Environments operating at massive scale typically need their regions or sites
subdivided further without exposing the requirement to specify the failure
domain to the user. This provides the ability to further divide the
installation into failure domains while also providing a logical unit for
maintenance and the addition of new hardware. At hyperscale, instead of adding
single compute nodes, administrators can add entire racks or even groups of
racks at a time with each new addition of nodes exposed via one of the
segregation concepts mentioned herein.
:term:`Cells <cell>` provide the ability to subdivide the compute portion of
an OpenStack installation, including regions, while still exposing a single
endpoint. Each region has an API cell along with a number of compute cells
where the workloads actually run. Each cell has its own database and message
queue setup (ideally clustered), providing the ability to subdivide the load
on these subsystems, improving overall performance.
Each compute cell provides a complete compute installation, complete with full
database and queue installations, scheduler, conductor, and multiple compute
hosts. The cells scheduler handles placement of user requests from the single
API endpoint to a specific cell from those available. The normal filter
scheduler then handles placement within the cell.
Unfortunately, Compute is the only OpenStack service that provides good
support for cells. In addition, cells do not adequately support some standard
OpenStack functionality such as security groups and host aggregates. Due to
their relative newness and specialized use, cells receive relatively little
testing in the OpenStack gate. Despite these issues, cells play an important
role in well known OpenStack installations operating at massive scale, such as
those at CERN and Rackspace.
Host aggregates
---------------
Host aggregates enable partitioning of OpenStack Compute deployments into
logical groups for load balancing and instance distribution. You can also use
host aggregates to further partition an availability zone. Consider a cloud
which might use host aggregates to partition an availability zone into groups
of hosts that either share common resources, such as storage and network, or
have a special property, such as trusted computing hardware. You cannot target
host aggregates explicitly. Instead, select instance flavors that map to host
aggregate metadata. These flavors target host aggregates implicitly.
Availability zones
------------------
Availability zones provide another mechanism for subdividing an installation
or region. They are, in effect, host aggregates exposed for (optional)

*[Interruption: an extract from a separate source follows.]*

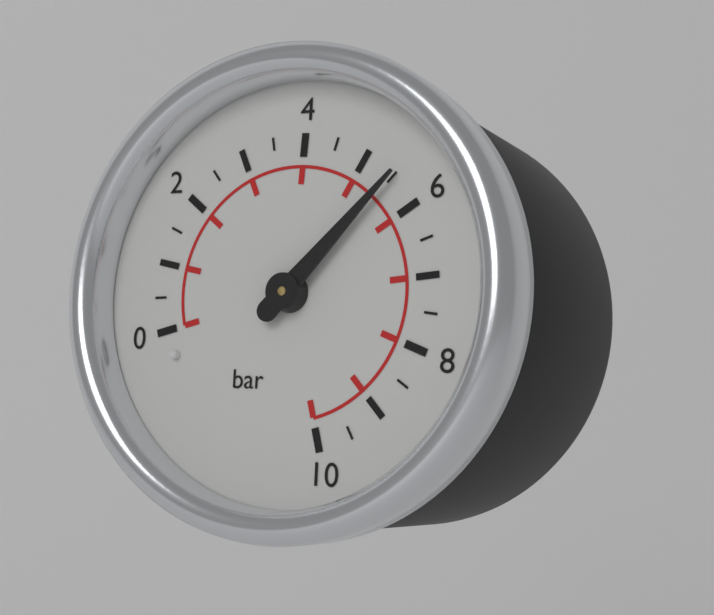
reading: 5.5 bar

explicit targeting by users.
Unlike cells, availability zones do not have their own database server or
queue broker but represent an arbitrary grouping of compute nodes. Typically,
nodes are grouped into availability zones using a shared failure domain based
on a physical characteristic such as a shared power source or physical network
connections. Users can target exposed availability zones; however, this is not
a requirement. An alternative approach is to set a default availability zone
to schedule instances to a non-default availability zone of nova.
Segregation example
-------------------
In this example, the cloud is divided into two regions, an API cell and
three child cells for each region, with three availability zones in each
cell based on the power layout of the data centers.
The below figure describes the relationship between them within one region.
.. figure:: figures/Massively_Scalable_Cells_regions_azs.png
A number of host aggregates enable targeting of virtual machine instances
using flavors, that require special capabilities shared by the target hosts
such as SSDs, 10 GbE networks, or GPU cards.